Listen up IT Department Professionals. Here are 5 sure fire ways to lose your job quickly. Yes, you are busy doing 1,000 things, but before it’s too late, you must focus on these big issue items no matter what else your boss is yelling about.
IT Department Mistake Checklist
1. Backup and Restore
Don’t stop at Go, don’t collect your $200. Finding out your backups aren’t really working after a failure doesn’t really count for anything. This is the Holy Grail of mess ups for IT Department managers. Going down is bad, but losing data is terminal. A CIO at a hospital was doing a fabulous job implementing new cost-cutting solutions. One fateful day, there was a failure, and the hospital lost their receivable records. And on that fateful day, he lost his job.
2. Prolonged Downtime
Everyone has some downtime. It happens. However, each time your company loses business revenue because of downtime, the eyes will turn to you. Be a champion of best practices, and get the redundancy you need to survive. Your IT Department depends on it!
3. Lack of Security
There is no such thing as absolute security, but you must take reasonable steps to prevent misuse. When it crosses over to public embarrassment, you have a real big problem. It’s bad enough to get viruses or malware, but when your customer information is stolen, the company reputation takes a hit. Also, don’t forget about internal security. More threats are from internal than from the outside.

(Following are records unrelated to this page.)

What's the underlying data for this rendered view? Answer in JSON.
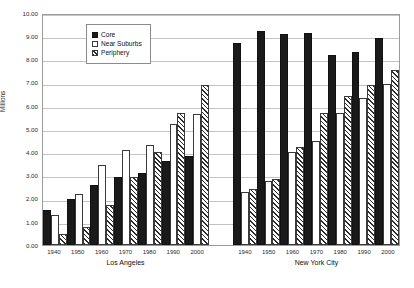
{
  "chart_data": {
    "type": "bar",
    "title": "",
    "xlabel": "",
    "ylabel": "Millions",
    "ylim": [
      0,
      10
    ],
    "ytick_step": 1,
    "grid": true,
    "legend_position": "upper-left-inside",
    "categories": [
      "1940",
      "1950",
      "1960",
      "1970",
      "1980",
      "1990",
      "2000"
    ],
    "groups": [
      {
        "name": "Los Angeles",
        "series": [
          {
            "name": "Core",
            "values": [
              1.5,
              1.97,
              2.58,
              2.95,
              3.12,
              3.63,
              3.84
            ]
          },
          {
            "name": "Near Suburbs",
            "values": [
              1.28,
              2.2,
              3.43,
              4.08,
              4.33,
              5.22,
              5.63
            ]
          },
          {
            "name": "Periphery",
            "values": [
              0.47,
              0.79,
              1.72,
              2.93,
              4.02,
              5.67,
              6.88
            ]
          }
        ]
      },
      {
        "name": "New York City",
        "series": [
          {
            "name": "Core",
            "values": [
              8.7,
              9.22,
              9.08,
              9.13,
              8.17,
              8.32,
              8.93
            ]
          },
          {
            "name": "Near Suburbs",
            "values": [
              2.3,
              2.78,
              4.0,
              4.48,
              5.68,
              6.32,
              6.92
            ]
          },
          {
            "name": "Periphery",
            "values": [
              2.43,
              2.85,
              4.22,
              5.68,
              6.42,
              6.88,
              7.53
            ]
          }
        ]
      }
    ],
    "ytick_labels": [
      "0.00",
      "1.00",
      "2.00",
      "3.00",
      "4.00",
      "5.00",
      "6.00",
      "7.00",
      "8.00",
      "9.00",
      "10.00"
    ],
    "legend_entries": [
      {
        "label": "Core",
        "style": "solid-black"
      },
      {
        "label": "Near Suburbs",
        "style": "white-outline"
      },
      {
        "label": "Periphery",
        "style": "diagonal-hatch"
      }
    ],
    "colors": {
      "core": "#1a1a1a",
      "near_suburbs": "#ffffff",
      "periphery_hatch": "#2b2b2b",
      "gridline": "#c4c4c4",
      "axis": "#9a9a9a",
      "text": "#2a2a2a"
    }
  }
}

4. Failed Projects – Don’t be a Yes Man
Make sure your project succeeds! Industry estimates for IT project failure rate range from 25 to 35%. Lack of planning, communication, budget restraints, resource limitations, and quality control are the major reasons. Too many open uncompleted projects will eventually be blamed on you. Don’t get caught holding the bag on impossible. Keep the committed list small and be sure to move through projects quickly. Remember to promote your success with a before and after presentation. Outsource if necessary.
5. No Projects – Don’t be a No man
Don’t build an ivory tower to look down upon your technology-challenged co-workers. IT departments should be helpful, business savvy, and contribute to the company’s success. It sounds easier to shun end-users to make them go away, but in the end, you’ll be the one leaving. Treat them with respect, and you’ll become their hero.